Fast economic growth in the last two decades has increased demand for land from many sources, such as infrastructure, industry, resource extraction (such as mining), and urbanization, including real estate. Even when many of these activities are funded privately and driven by profit motive, they serve a social purpose, as employment generation per unit of land is higher in non-agricultural uses than in agriculture. For instance, a 4000 MW thermal plant may displace about 250 households but would create tens of thousands of new jobs by providing power to small industry and tubewells that would increase both gross cropped area and productivity. At present the share of urban dwellers in total population of India is 32 percent, but they occupy only 6 percent of the total area of the country. Thus growth through industrialization and urbanisation would not only increase labour productivity but will reduce pressure on farm land  by pulling people away from land to non-farming occupations. However, land acquisition has emerged as the most important structural constraint in India to the process of fast industrialization and improvement in infrastructure. Delays in procuring land leads to uncertainty and cost escalation, and thus affects development. 



Acquisition of land by government has lately drawn resistance in many cases due to inadequate compensation for the land and loss of livelihoods of the affected people, as well as for involuntary displacement without proper rehabilitation. Moreover, people are not willing to give up their present dwelling and occupation of farming for a dark future totally dependent on the vagaries of market. The present land acquisition law has been quite hostile to the interests of the landowner, as it attempts to make land available to industry through government at a minimal price. So far the practice in most state governments has been to coerce people to give up their lands by using the legal powers of eminent domain, and in some cases even through the use of force.
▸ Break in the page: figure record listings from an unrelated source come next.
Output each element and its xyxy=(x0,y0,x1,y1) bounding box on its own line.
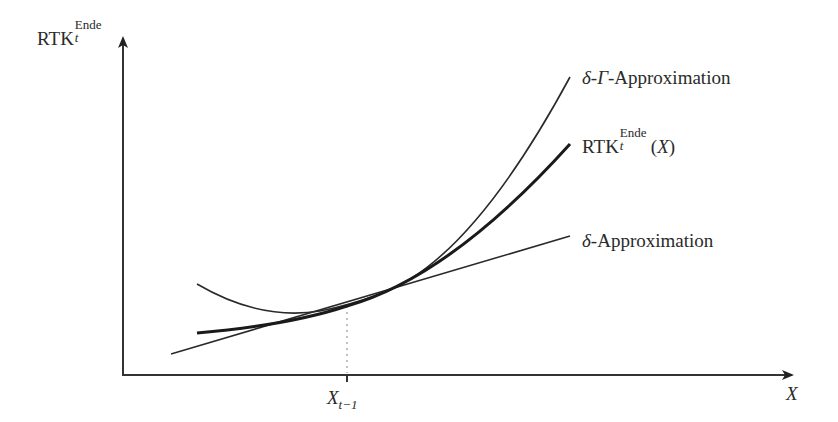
x-axis-label: X xyxy=(786,384,798,403)
delta-gamma-label-suffix: -Approximation xyxy=(608,67,730,88)
y-axis-label-sup: Ende xyxy=(75,18,102,31)
x-tick-label: Xt−1 xyxy=(327,388,358,407)
rtk-label-sup: Ende xyxy=(620,126,647,139)
x-tick-label-sub: t−1 xyxy=(339,397,358,412)
rtk-label-sub: t xyxy=(620,139,624,152)
y-axis-label-base: RTK xyxy=(37,28,74,49)
delta-gamma-label-prefix: δ- xyxy=(582,67,597,88)
diagram-canvas xyxy=(0,0,838,422)
x-axis-label-text: X xyxy=(786,383,798,404)
rtk-label-var: X xyxy=(657,136,669,157)
delta-label-suffix: -Approximation xyxy=(591,230,713,251)
delta-gamma-label-greek: Γ xyxy=(597,67,608,88)
y-axis-label-sub: t xyxy=(75,31,79,44)
delta-gamma-approximation-curve xyxy=(197,77,570,313)
rtk-label-base: RTK xyxy=(582,136,619,157)
delta-label: δ-Approximation xyxy=(582,231,713,250)
delta-approximation-line xyxy=(171,236,570,354)
rtk-label-paren-close: ) xyxy=(669,136,675,157)
y-axis-label: RTKEndet xyxy=(37,26,106,48)
delta-label-prefix: δ xyxy=(582,230,591,251)
rtk-function-curve xyxy=(197,144,570,333)
delta-gamma-label: δ-Γ-Approximation xyxy=(582,68,730,87)
x-tick-label-base: X xyxy=(327,387,339,408)
rtk-curve-label: RTKEndet(X) xyxy=(582,134,675,156)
Thus the model followed has been, ‘let some people lose out so that others (this includes some enterprising poor too) may gain’. Unfortunately the losers tend to be the poorest with little skills, often tribals, who are unable to negotiate with the market forces and cope with the consequences of their forced expulsion from land, and end up much worse off than before acquisition.
 

Stock Exchanges in India

|

Stock Exchanges in India

 What is BSE ?
The Bombay Stock Exchange (BSE) first ever stock exchange in Asia (established in 1875) and the first in the country to be granted permanent recognition under the Securities Contract Regulation Act, 1956, BSE Limited has had an interesting rise to prominence over the past 137 years. BSE has facilitated the growth of the Indian corporate sector by providing it with an efficient capital raising platform.
 
Today, BSE is the world’s number 1 exchange in terms of the number of listed companies (over 4900). It is the world’s 5th most active exchange in terms of number of transactions handled through its electronic trading system.
 

Is India a Monsoon Economy ?

|

Is India a Monsoon Economy ?
 
An agricultural drought has very specific effects on crops and regions, and the rainfall pattern on more important welfare effects like drinking water and employment
 
Is India a ‘monsoon economy’? Not true any longer. Until the mid-1970s, in half the year’s growth was negative and in the other half the economy grew between 3 percent and 6 percent, giving us the average Hindu growth rate. But since then, we had only two years with a growth of less than 3 percent. It has been argued by Arvind Panagriya that volatility is higher now. Even that is not the complete picture. If you compare the Sixties of the last century with the post mid seventies period volatility is less now.
A meteorological and an agricultural drought are, to an extent, two different issues. An agricultural drought has very specific effects on crops and regions, and the rainfall pattern on more important welfare effects like drinking water and employment. Human welfare is very important and tracking the events and ameliorating policies in a time-bound manner are essential.